History of the first flower

    THE FIRST FLOWER - A BOTANICAL PERSPECTIVE


Without Flowers We Would Not Exist

The First Flower

Flowering plants delight our senses; we love them in our gardens as well as in our homes. In our gardens they attract humming birds, lady bugs and other wonderful creatures of nature. Yet it's little appreciated that flowering plants are the basis of our food. In fact, humans would not have evolved without them.

Flowers hold a special place in the natural world and in the human psyche. The flowering plants are not just fragrant, decorative objects; they are actually essential to human life. Almost all of our food, including staples like wheat, corn and rice, is derived from them. Plants are also important as medicines.

Before flowers, Earth was covered with green plants like ferns, pines, and the now-extinct seed ferns. Their reproduction was quite slow and also inefficient. Pollination was mostly carried out by the wind. Today it's shared by insects and birds.

When and how flowering plants began has long been one of botany's biggest and most beautiful mysteries.

One of the best places on Earth to see the results of the evolution of flowering plants is the Hengduan Mountains, in southwestern China. This area spans the regions of Sichuan, Hunan and Tibet. This is the most biodiverse temperate forest in the world. From the prospective of a plant lover it feels oddly familiar, because this is where many of the flowers in your garden came from.

The things that make these Hengduan Mountains such a rich breeding ground for plant life is the variety of climates. The unique conditions there have allowed many of the flowers to survive the last ice age. In other countries around the globe, thousands of species of plants were stripped clean by the glaciers. The Hengduan Mountains have, in effect, preserved botanical history and served as a safety deposit box of temperate diversity.

The first flowering plants didn't resemble any flowers we know today. They didn't have petals, they didn't have fragrance, and they weren't beautiful. They simply were functional. Archaefructus is the oldest known complete flowering plant fossil. It likely came about in the Cretaceous period. It was previously thought to have existed in the Jurassic period, the age of dinosaurs, but a recent discovery may have disproved that.

Meanwhile, who knows what clues to the evolution of flowers may be growing in this vast mountainous safety deposit box of plant diversity in Western China and possibly elsewhere around the world? How long will those clues last, if not given the proper attention? The United Nations has declared the Hengduan Mountains to be under ecological threat from growing urbanization. Species have been disappearing fast. If we don't protect them, many will be lost. This would be a tragedy indeed. Several international organizations have called for an increased effort to protect this region before its diversity is lost forever to the modern day glacier of “environmental destruction”.

There are other fossils in places out there that will shed light on the mystery of the first flower. Botanists are determined to find them. The full mystery of how flowering plants began and as of today has not been solved.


## Assignment
Look through the data below. Show each line where the string "homozygotes" occurs.

## The data

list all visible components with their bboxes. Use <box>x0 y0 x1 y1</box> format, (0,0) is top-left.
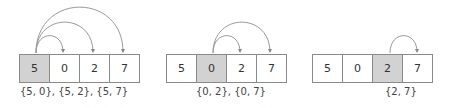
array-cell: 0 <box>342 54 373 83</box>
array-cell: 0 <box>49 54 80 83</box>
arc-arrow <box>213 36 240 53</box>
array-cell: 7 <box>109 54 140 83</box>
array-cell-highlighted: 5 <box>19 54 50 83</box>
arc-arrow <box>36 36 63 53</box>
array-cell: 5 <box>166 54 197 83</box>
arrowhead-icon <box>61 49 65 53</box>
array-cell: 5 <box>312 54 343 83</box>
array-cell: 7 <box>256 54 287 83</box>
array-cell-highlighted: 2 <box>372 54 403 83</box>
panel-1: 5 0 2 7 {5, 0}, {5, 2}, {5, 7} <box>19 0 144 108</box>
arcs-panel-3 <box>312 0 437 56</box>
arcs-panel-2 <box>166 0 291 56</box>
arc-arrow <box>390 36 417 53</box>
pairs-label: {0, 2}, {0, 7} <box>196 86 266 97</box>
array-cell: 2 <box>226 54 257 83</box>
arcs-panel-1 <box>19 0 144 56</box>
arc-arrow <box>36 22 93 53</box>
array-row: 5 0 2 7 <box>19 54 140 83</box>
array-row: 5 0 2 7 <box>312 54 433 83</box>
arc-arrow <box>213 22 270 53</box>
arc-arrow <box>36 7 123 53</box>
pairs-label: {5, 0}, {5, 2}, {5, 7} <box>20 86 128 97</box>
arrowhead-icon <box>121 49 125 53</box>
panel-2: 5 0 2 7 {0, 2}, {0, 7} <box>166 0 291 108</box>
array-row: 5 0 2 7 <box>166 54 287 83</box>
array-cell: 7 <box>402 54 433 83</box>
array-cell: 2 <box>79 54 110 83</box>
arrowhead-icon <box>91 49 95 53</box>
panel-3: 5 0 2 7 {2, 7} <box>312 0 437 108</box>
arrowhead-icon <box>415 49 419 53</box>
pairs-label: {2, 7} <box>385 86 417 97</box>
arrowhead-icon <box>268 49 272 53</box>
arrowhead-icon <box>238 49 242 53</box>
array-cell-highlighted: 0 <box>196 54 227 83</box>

...

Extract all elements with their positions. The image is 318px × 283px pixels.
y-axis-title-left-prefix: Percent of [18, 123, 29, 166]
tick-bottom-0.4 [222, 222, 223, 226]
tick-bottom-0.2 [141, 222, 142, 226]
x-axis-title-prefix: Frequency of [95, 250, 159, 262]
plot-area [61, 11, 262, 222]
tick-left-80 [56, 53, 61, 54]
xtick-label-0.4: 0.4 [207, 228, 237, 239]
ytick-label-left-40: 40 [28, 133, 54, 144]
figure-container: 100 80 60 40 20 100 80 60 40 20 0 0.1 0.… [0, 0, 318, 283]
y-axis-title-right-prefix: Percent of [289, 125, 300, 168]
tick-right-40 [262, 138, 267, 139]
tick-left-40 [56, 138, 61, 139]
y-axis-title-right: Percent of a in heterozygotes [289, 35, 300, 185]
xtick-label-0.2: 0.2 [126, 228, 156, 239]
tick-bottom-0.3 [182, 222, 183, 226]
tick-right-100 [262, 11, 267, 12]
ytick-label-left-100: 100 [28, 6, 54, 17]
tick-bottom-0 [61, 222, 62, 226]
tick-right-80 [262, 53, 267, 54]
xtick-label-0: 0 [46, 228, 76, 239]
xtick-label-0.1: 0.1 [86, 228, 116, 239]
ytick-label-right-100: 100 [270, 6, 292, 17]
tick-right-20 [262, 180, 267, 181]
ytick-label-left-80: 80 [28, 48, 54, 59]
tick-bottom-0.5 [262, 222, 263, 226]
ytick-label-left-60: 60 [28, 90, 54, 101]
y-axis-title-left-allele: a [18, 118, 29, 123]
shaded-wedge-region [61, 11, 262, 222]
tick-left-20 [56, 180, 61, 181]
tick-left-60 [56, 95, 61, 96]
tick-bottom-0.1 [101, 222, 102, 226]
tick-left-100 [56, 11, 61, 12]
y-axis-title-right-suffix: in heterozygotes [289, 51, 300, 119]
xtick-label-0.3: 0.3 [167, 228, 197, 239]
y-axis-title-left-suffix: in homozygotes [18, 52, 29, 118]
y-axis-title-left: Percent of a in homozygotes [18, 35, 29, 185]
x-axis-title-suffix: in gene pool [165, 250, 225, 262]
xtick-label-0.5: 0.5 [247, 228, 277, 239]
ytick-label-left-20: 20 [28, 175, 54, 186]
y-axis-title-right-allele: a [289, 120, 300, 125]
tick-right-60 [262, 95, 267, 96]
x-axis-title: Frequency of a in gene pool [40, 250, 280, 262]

## Response to this exercise
y-axis-title-left-suffix: in homozygotes [18, 52, 29, 118]
y-axis-title-left: Percent of a in homozygotes [18, 35, 29, 185]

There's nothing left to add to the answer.